๐ก The "Pause Test": Not sure if you'll miss a service? Pause it instead of cancelling (if the option exists). If you don't bother to reactivate it in 30 days, you don't need it. Netflix, Hulu, and many other services offer free pauses of 1โ3 months.
Maintaining the Tracker Going Forward
A subscription audit is most powerful when it's a living document.

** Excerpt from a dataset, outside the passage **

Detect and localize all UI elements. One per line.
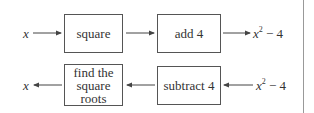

After the initial setup:
- Add new subscriptions immediately when you sign up โ before you forget them
- Review the tracker monthly โ takes 5 minutes once it's set up
- Check renewal dates weekly โ the conditional formatting will flag anything coming up
- Do a full re-score quarterly โ your usage patterns change, and so does what's worth keeping
The goal is to make every subscription a conscious choice โ something you're actively keeping because it earns its place, not just something that keeps renewing because you haven't gotten around to cancelling it.
Free vs. Paid Tracker
You can absolutely build a basic subscription tracker yourself using the instructions above. But if you want something pre-built with formulas, dashboard, usage scoring, category breakdowns, and renewal alerts already set up โ our Subscription Expense Manager template saves you about 2 hours of setup.
It includes:
- Pre-built subscription log with all columns ready
- Dashboard with total monthly spend, potential savings, and category breakdown
- Renewal date alert system (conditional formatting pre-applied)
- Cancel list view โ filtered automatically by Action = Cancel
- Monthly vs. annual normalization formula built in
๐ณ Subscription Expense Manager โ Google Sheets Template
Find hidden subscription leaks, score what you actually use, and build a cancel list โ in minutes, not hours.